Edmund Burke and Ireland: Aesthetics, Politics and the Colonial SublimeCambridge University Press, 2003/10/16 - 304 ページ This pioneering study of Burke's engagement with Irish politics and culture argues that Burke's influential early writings on aesthetics are intimately connected to his lifelong political concerns. The concept of the sublime, which lay at the heart of his aesthetics, addressed itself primarily to the experience of terror, and it is this spectre that haunts Burke's political imagination throughout his career. Luke Gibbons argues that this found expression in his preoccupation with political terror, whether in colonial Ireland and India, or revolutionary America and France. Burke's preoccupation with violence, sympathy and pain allowed him to explore the dark side of the Enlightenment, but from a position no less committed to the plight of the oppressed, and to political emancipation. This major reassessment of a key political and cultural figure will appeal to Irish studies and Post-Colonial specialists, political theorists and Romanticists. |
この書籍内から
検索結果1-5 / 33
5 ページ
... means the visible token of disaster , an event that gives a sublime shock . ” Such prodigies in the human world need not always occur on a grand scale but can often turn on the kind of details that escape the Introduction 5.
... means the visible token of disaster , an event that gives a sublime shock . ” Such prodigies in the human world need not always occur on a grand scale but can often turn on the kind of details that escape the Introduction 5.
6 ページ
... means of this dramaturgy of the real that Burke's aesthetics often picks up where his politics leaves off , gesturing towards recalcitrant or clandes- tine areas of experience that elude the scripts of official political discourse ...
... means of this dramaturgy of the real that Burke's aesthetics often picks up where his politics leaves off , gesturing towards recalcitrant or clandes- tine areas of experience that elude the scripts of official political discourse ...
9 ページ
... means of governing Great Britain ill , a ground is laid for their eternal separation.'26 Connolly concedes that where law and order were concerned , ' two no- torious cases , those of Sir James Cotter in 1720 and Fr Nicholas Sheehy in ...
... means of governing Great Britain ill , a ground is laid for their eternal separation.'26 Connolly concedes that where law and order were concerned , ' two no- torious cases , those of Sir James Cotter in 1720 and Fr Nicholas Sheehy in ...
12 ページ
... means follows that our alle- giances are restricted to local horizons- the suggestion , rather , is that more extensive or wide - ranging forms of solidarity or ' fraternity ' cannot dispense with these primary affections : " The love ...
... means follows that our alle- giances are restricted to local horizons- the suggestion , rather , is that more extensive or wide - ranging forms of solidarity or ' fraternity ' cannot dispense with these primary affections : " The love ...
28 ページ
このページの内容は閲覧が制限されています.
このページの内容は閲覧が制限されています.
目次
This king of terrors Edmund Burke and the aesthetics of executions | 21 |
Philoctetes and colonial Ireland the wounded body as national narrative | 39 |
The sympathetic sublime Edmund Burke Adam Smith and the politics of pain | 83 |
Did Edmund Burke cause the Great Famine? Commerce culture and colonialism | 121 |
Transquillity tinged with terror the sublime and agrarian insurgency | 147 |
Burke and colonialism the Enlightenment and cultural diversity | 166 |
他の版 - すべて表示
多く使われている語句
abstract Adam Smith American argued Barry's beautiful body British Burke's aesthetics Catholic century Chapter cited civilization colonial concerned conquest constitution Cork custom David Hume distress Dublin E. P. Thompson economy Edmund Burke effect eighteenth eighteenth-century Ireland England English Enquiry expression famine followed by volume France French Revolution History human Hume imagination Impeachment Indians Irish Jacobins James Barry Jane McCrea John justice Langrishe language Letter liberty London Lord Lord Edward Fitzgerald modern Moral Sentiments murder of Jane Nagle narrative native nature Neoptolemus O'Conor oppression Ossian Oxford pain painting parentheses passion Philoctetes political primitivism Protestant radical references will take Reflections relation republican revolutionary savage Scottish Enlightenment seen sense Sheehy social society spectator Speech sublime subsequent references suffering sympathetic sublime sympathy take the form terror theory Thomas Thomas Hussey Thoughts and Details tradition United Irishmen violence Warren Hastings Whiteboy William wounded writings wrote
人気のある引用
12 ページ - To be attached to the subdivision, to love the little platoon we belong to in society, is the first principle (the germ as it were) of public affections. It is the first link in the series by which we proceed towards a love to our country, and to mankind.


[Exercise instructions]
Quote the records that follow in full and exactly; leave out the pictures.

[Extracted records]
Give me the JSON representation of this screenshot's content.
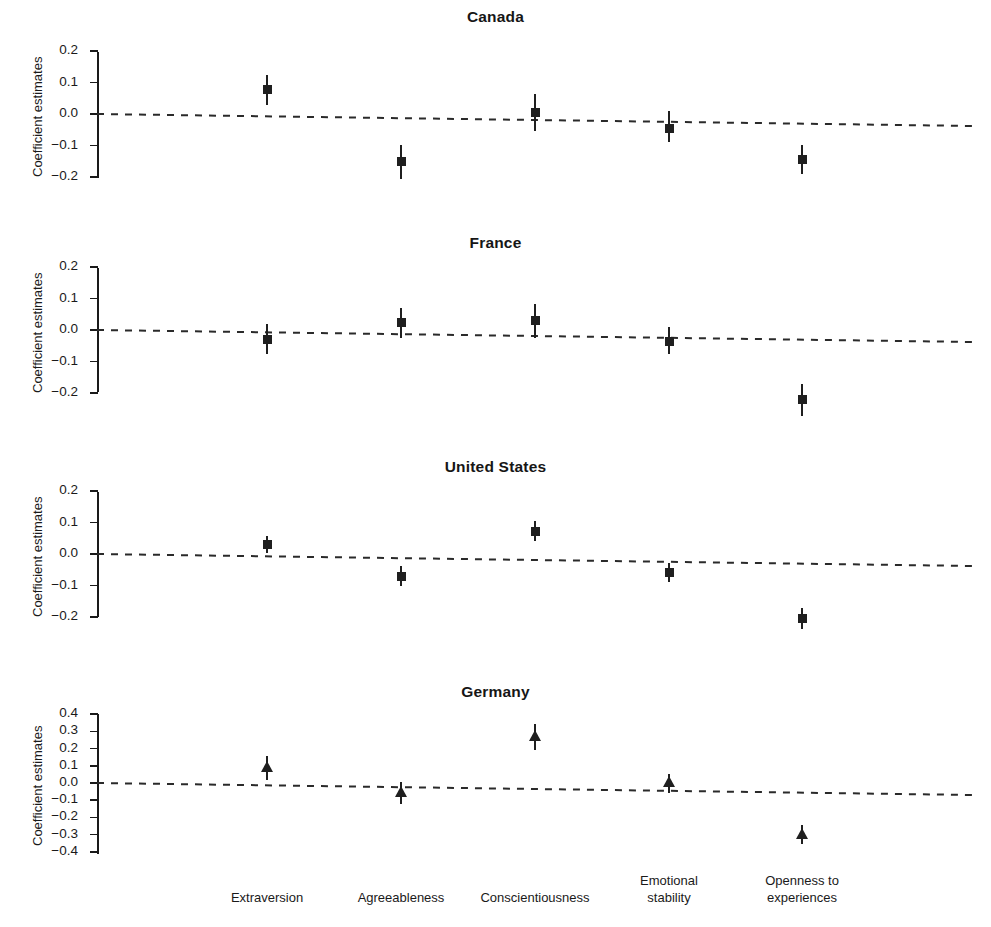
{
  "figure": {
    "ylabel": "Coefficient estimates",
    "categories": [
      {
        "lines": [
          "Extraversion"
        ]
      },
      {
        "lines": [
          "Agreeableness"
        ]
      },
      {
        "lines": [
          "Conscientiousness"
        ]
      },
      {
        "lines": [
          "Emotional",
          "stability"
        ]
      },
      {
        "lines": [
          "Openness to",
          "experiences"
        ]
      }
    ],
    "marker_color": "#1f1f1f",
    "zero_line_style": "dashed"
  },
  "chart_data": {
    "type": "scatter",
    "xlabel": "",
    "ylabel": "Coefficient estimates",
    "grid": false,
    "legend": "none",
    "zero_reference_line": 0.0,
    "categories": [
      "Extraversion",
      "Agreeableness",
      "Conscientiousness",
      "Emotional stability",
      "Openness to experiences"
    ],
    "panels": [
      {
        "title": "Canada",
        "marker": "square",
        "ylim": [
          -0.2,
          0.2
        ],
        "yticks": [
          0.2,
          0.1,
          0.0,
          -0.1,
          -0.2
        ],
        "ytick_labels": [
          "0.2",
          "0.1",
          "0.0",
          "−0.1",
          "−0.2"
        ],
        "values": [
          0.077,
          -0.15,
          0.005,
          -0.045,
          -0.145
        ],
        "ci_low": [
          0.03,
          -0.205,
          -0.055,
          -0.09,
          -0.19
        ],
        "ci_high": [
          0.125,
          -0.098,
          0.062,
          0.01,
          -0.098
        ]
      },
      {
        "title": "France",
        "marker": "square",
        "ylim": [
          -0.2,
          0.2
        ],
        "yticks": [
          0.2,
          0.1,
          0.0,
          -0.1,
          -0.2
        ],
        "ytick_labels": [
          "0.2",
          "0.1",
          "0.0",
          "−0.1",
          "−0.2"
        ],
        "values": [
          -0.03,
          0.023,
          0.03,
          -0.035,
          -0.222
        ],
        "ci_low": [
          -0.075,
          -0.025,
          -0.025,
          -0.075,
          -0.272
        ],
        "ci_high": [
          0.02,
          0.07,
          0.082,
          0.008,
          -0.172
        ]
      },
      {
        "title": "United States",
        "marker": "square",
        "ylim": [
          -0.2,
          0.2
        ],
        "yticks": [
          0.2,
          0.1,
          0.0,
          -0.1,
          -0.2
        ],
        "ytick_labels": [
          "0.2",
          "0.1",
          "0.0",
          "−0.1",
          "−0.2"
        ],
        "values": [
          0.03,
          -0.07,
          0.072,
          -0.06,
          -0.205
        ],
        "ci_low": [
          0.002,
          -0.102,
          0.04,
          -0.088,
          -0.238
        ],
        "ci_high": [
          0.058,
          -0.038,
          0.105,
          -0.03,
          -0.172
        ]
      },
      {
        "title": "Germany",
        "marker": "triangle",
        "ylim": [
          -0.4,
          0.4
        ],
        "yticks": [
          0.4,
          0.3,
          0.2,
          0.1,
          0.0,
          -0.1,
          -0.2,
          -0.3,
          -0.4
        ],
        "ytick_labels": [
          "0.4",
          "0.3",
          "0.2",
          "0.1",
          "0.0",
          "−0.1",
          "−0.2",
          "−0.3",
          "−0.4"
        ],
        "values": [
          0.09,
          -0.06,
          0.27,
          0.0,
          -0.3
        ],
        "ci_low": [
          0.02,
          -0.12,
          0.19,
          -0.058,
          -0.355
        ],
        "ci_high": [
          0.158,
          0.005,
          0.345,
          0.055,
          -0.245
        ]
      }
    ]
  }
}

[Solution below]
Give me the JSON representation of this screenshot's content.
{
  "figure": {
    "ylabel": "Coefficient estimates",
    "categories": [
      {
        "lines": [
          "Extraversion"
        ]
      },
      {
        "lines": [
          "Agreeableness"
        ]
      },
      {
        "lines": [
          "Conscientiousness"
        ]
      },
      {
        "lines": [
          "Emotional",
          "stability"
        ]
      },
      {
        "lines": [
          "Openness to",
          "experiences"
        ]
      }
    ],
    "marker_color": "#1f1f1f",
    "zero_line_style": "dashed"
  },
  "chart_data": {
    "type": "scatter",
    "xlabel": "",
    "ylabel": "Coefficient estimates",
    "grid": false,
    "legend": "none",
    "zero_reference_line": 0.0,
    "categories": [
      "Extraversion",
      "Agreeableness",
      "Conscientiousness",
      "Emotional stability",
      "Openness to experiences"
    ],
    "panels": [
      {
        "title": "Canada",
        "marker": "square",
        "ylim": [
          -0.2,
          0.2
        ],
        "yticks": [
          0.2,
          0.1,
          0.0,
          -0.1,
          -0.2
        ],
        "ytick_labels": [
          "0.2",
          "0.1",
          "0.0",
          "−0.1",
          "−0.2"
        ],
        "values": [
          0.077,
          -0.15,
          0.005,
          -0.045,
          -0.145
        ],
        "ci_low": [
          0.03,
          -0.205,
          -0.055,
          -0.09,
          -0.19
        ],
        "ci_high": [
          0.125,
          -0.098,
          0.062,
          0.01,
          -0.098
        ]
      },
      {
        "title": "France",
        "marker": "square",
        "ylim": [
          -0.2,
          0.2
        ],
        "yticks": [
          0.2,
          0.1,
          0.0,
          -0.1,
          -0.2
        ],
        "ytick_labels": [
          "0.2",
          "0.1",
          "0.0",
          "−0.1",
          "−0.2"
        ],
        "values": [
          -0.03,
          0.023,
          0.03,
          -0.035,
          -0.222
        ],
        "ci_low": [
          -0.075,
          -0.025,
          -0.025,
          -0.075,
          -0.272
        ],
        "ci_high": [
          0.02,
          0.07,
          0.082,
          0.008,
          -0.172
        ]
      },
      {
        "title": "United States",
        "marker": "square",
        "ylim": [
          -0.2,
          0.2
        ],
        "yticks": [
          0.2,
          0.1,
          0.0,
          -0.1,
          -0.2
        ],
        "ytick_labels": [
          "0.2",
          "0.1",
          "0.0",
          "−0.1",
          "−0.2"
        ],
        "values": [
          0.03,
          -0.07,
          0.072,
          -0.06,
          -0.205
        ],
        "ci_low": [
          0.002,
          -0.102,
          0.04,
          -0.088,
          -0.238
        ],
        "ci_high": [
          0.058,
          -0.038,
          0.105,
          -0.03,
          -0.172
        ]
      },
      {
        "title": "Germany",
        "marker": "triangle",
        "ylim": [
          -0.4,
          0.4
        ],
        "yticks": [
          0.4,
          0.3,
          0.2,
          0.1,
          0.0,
          -0.1,
          -0.2,
          -0.3,
          -0.4
        ],
        "ytick_labels": [
          "0.4",
          "0.3",
          "0.2",
          "0.1",
          "0.0",
          "−0.1",
          "−0.2",
          "−0.3",
          "−0.4"
        ],
        "values": [
          0.09,
          -0.06,
          0.27,
          0.0,
          -0.3
        ],
        "ci_low": [
          0.02,
          -0.12,
          0.19,
          -0.058,
          -0.355
        ],
        "ci_high": [
          0.158,
          0.005,
          0.345,
          0.055,
          -0.245
        ]
      }
    ]
  }
}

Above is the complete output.